If you can get past that, there is much melodious pleasure to be had. There are duets at cross purposes (always fun); a conspiracy trio for the ladies; a busy Act I finale with everyone in confusion; castanettish rhythms (unlike Mozart and Rossini, Mercadante actually went to Spain, where the opera premiered in 1835); and a bedroom with two locked closets and someone concealed in each. Figaro’s devious plans go bust, but his conniving went bust in Nozze too—it was the ladies’ plans that worked out so well in Mozart’s opera, remember.

While Due Figaro lacks the glory of Mozart (who doesn’t?) or the tender wit of Donizetti’s finest comedies, I would rather hear this sort of thing in a student performance than the thrice-familiar operas that may be encountered anywhere. For the audience, there is the delight of the unfamiliar that sounds like what they already like. For the voice students, there is the challenge to learn unfamiliar music and perform it winningly, a skill that they will often be called upon to display in full careers.
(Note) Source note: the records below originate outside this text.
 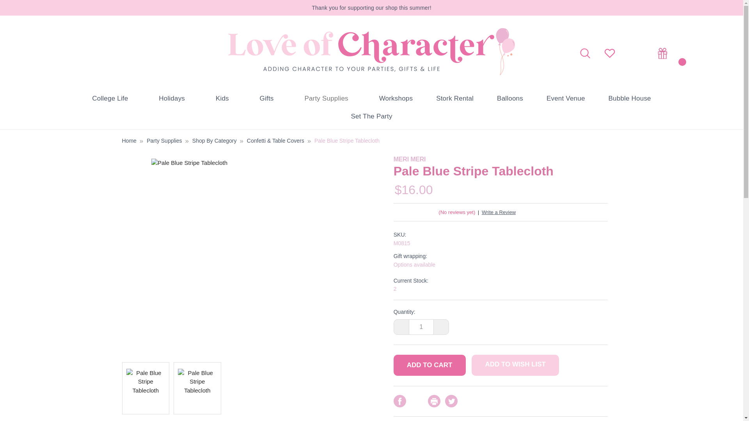 I want to click on Pale Blue Stripe Tablecloth, so click(x=146, y=388).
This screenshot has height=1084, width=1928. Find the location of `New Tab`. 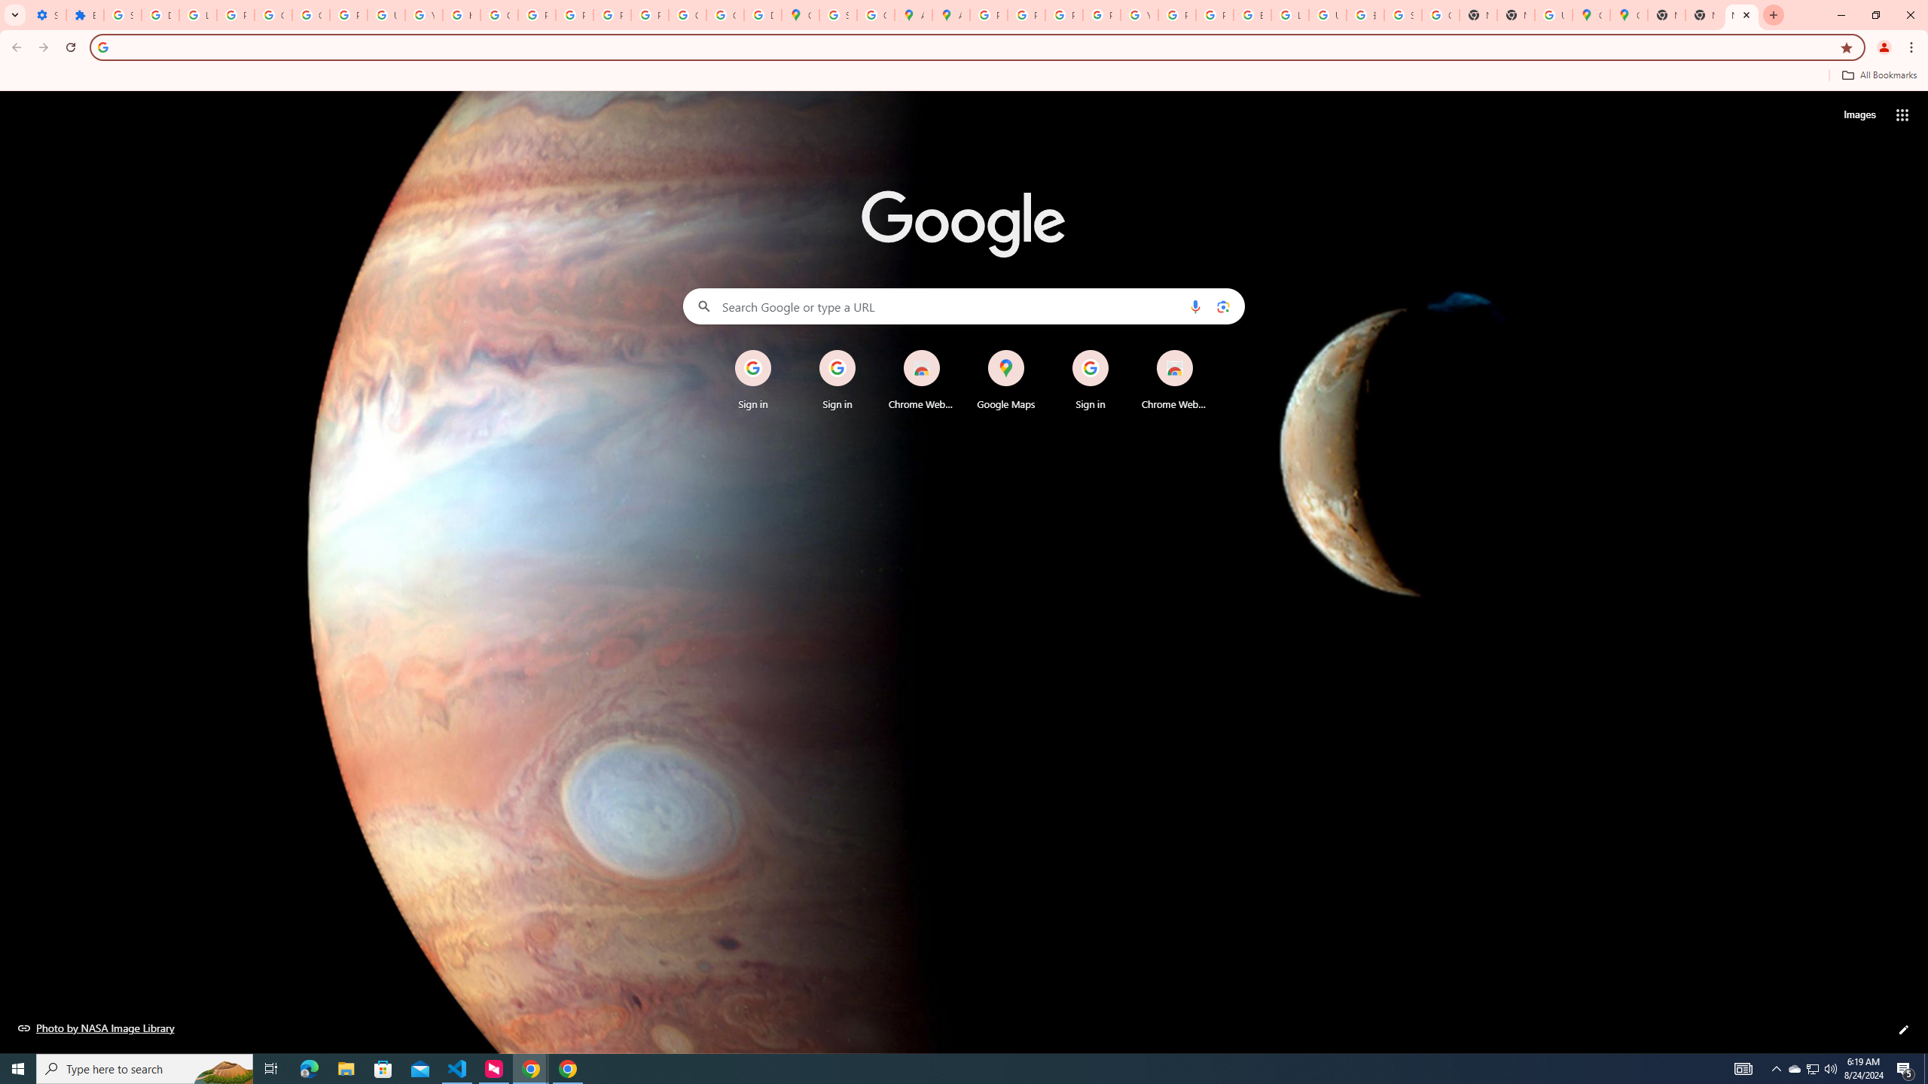

New Tab is located at coordinates (1666, 15).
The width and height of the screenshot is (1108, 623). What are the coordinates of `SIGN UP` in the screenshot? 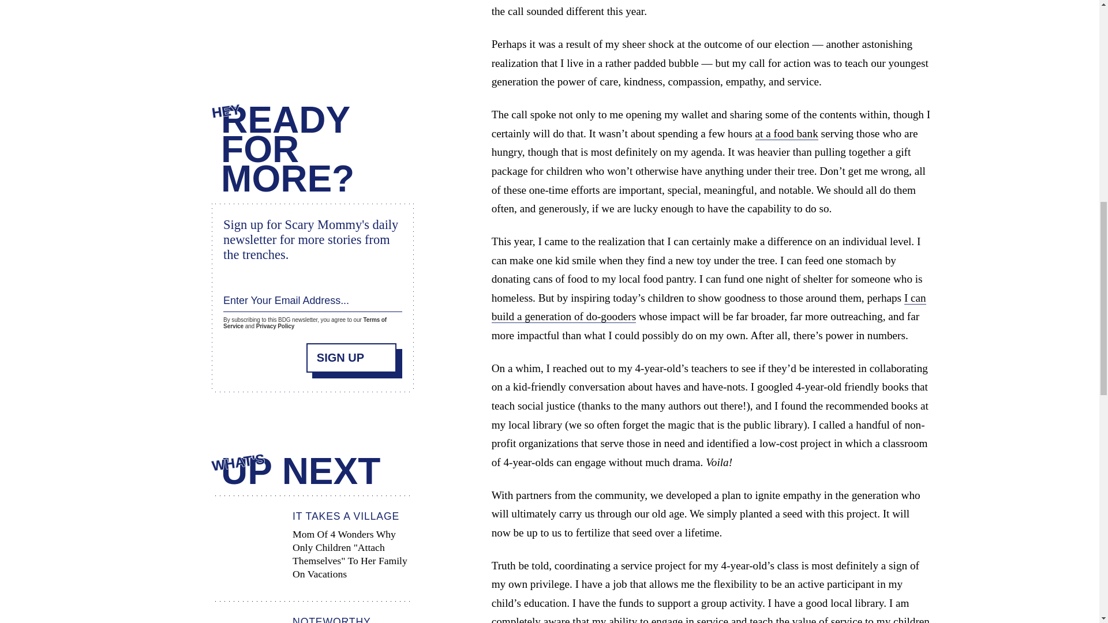 It's located at (351, 357).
Too, the thousands of comic operas that once flooded the lyric stage and await rediscovery seldom contain music that would strain immature voices, as grander works well may do. For the staff, there are no clichés to fall back upon—they’ve got to invent everything from scratch, which at MSM meant Shoko Kambara’s handsome set with one central double-door plus a pair of moveable arbors that could spin to become Susanna’s closets. I believe the director, Dona D. Vaughn, borrowed the crazy Act I finale from Ponnelle, but it’s still funny.
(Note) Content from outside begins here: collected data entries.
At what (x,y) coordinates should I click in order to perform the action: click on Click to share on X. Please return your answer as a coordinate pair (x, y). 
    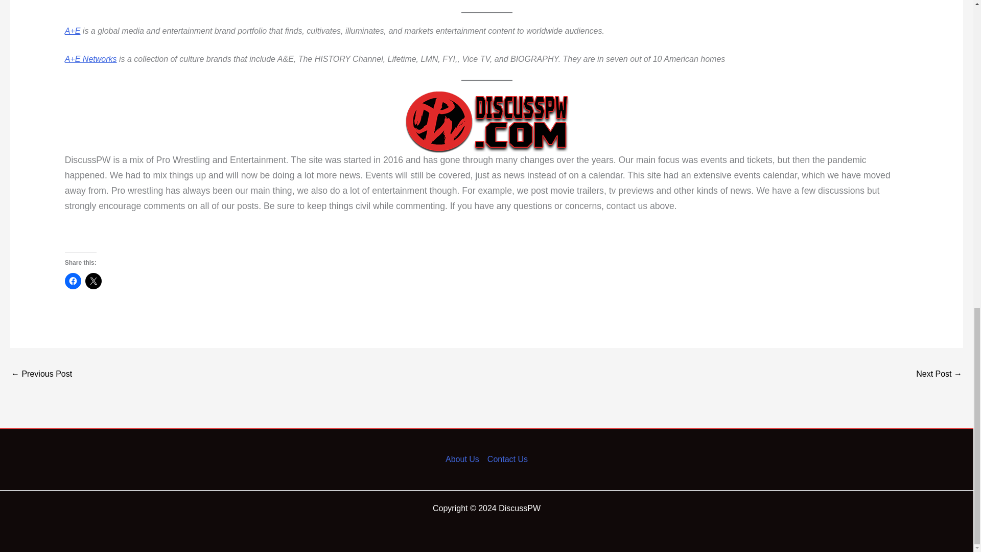
    Looking at the image, I should click on (93, 280).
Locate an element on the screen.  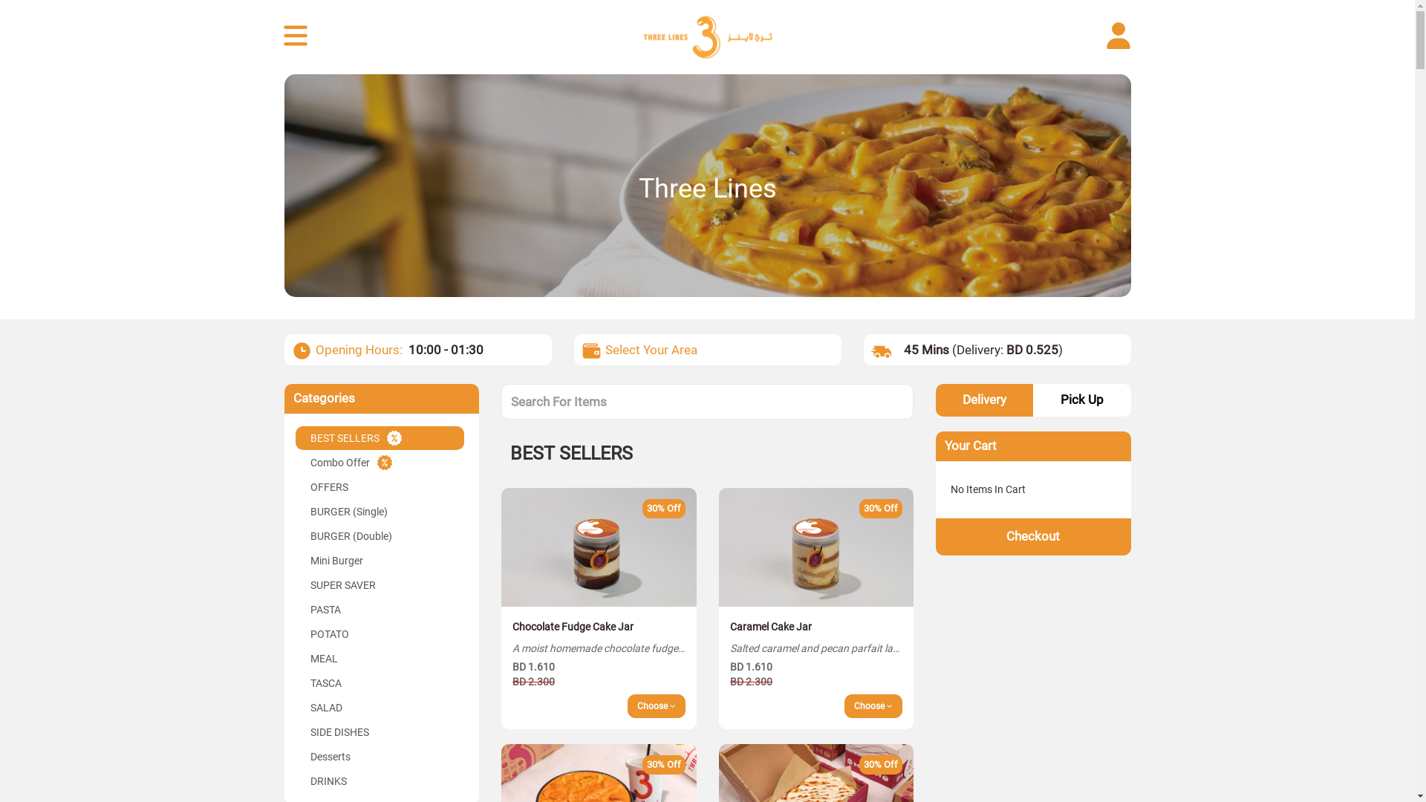
PASTA is located at coordinates (380, 610).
There were two casts; I caught the second. In both, I gather, Cherubino was the starring role. That meant Alanna Fraize for me, a tall figure, comfortable on stage, with an easy mezzo of attractive quality. Her/his (their?) twin was Evan Lazdowski, the Figaro, whose scowl alternated with a complicit grin, and whose well-grounded bass-baritone had, unfortunately, no lengthy solo to explain his schemes—Lazdowski looked like he’d contrive the hell out of it.

Jiyu Kim sang Inez, whose one aria implied a Susanna in her future: a sweet hall-filling meditation, evenly produced, on her hopes of true love. In contrast, Blair Cagney, who sang Picker’s Emmeline last spring, was rather an acid-voiced Susanna, with some very loud notes that did not quite fit into the line of her song, and Xiao Xiao, the Countess, had an undistinguished aria but no character to play.

The Count in this opera is simply present to froth foolishly as everyone hoodwinks or manipulates him. Tenor Yu Ding has the right authority thanks to a remarkably sizable voice and excellent Italian diction, but subtlety and softer emotions should not have evaded his grasp. Daniel Choi performed well in the makeweight part of an itinerant poet who is hoping Figaro will invent him the plot of a successful farce. Isn’t he left over from Il Turco in Italia, another Romani libretto? Well, he gives us another baritone in the ensembles.

Stefano Sarzani seemed a bit tentative leading the Manhattan School orchestra through the overture—shouldn’t Spanish dances have more snap?—but once the curtain rose, he held the various complicated forces together very well, giving us pleasant tunes to hum and no time to think about whether the story meant anything. (Always advisable in farce!)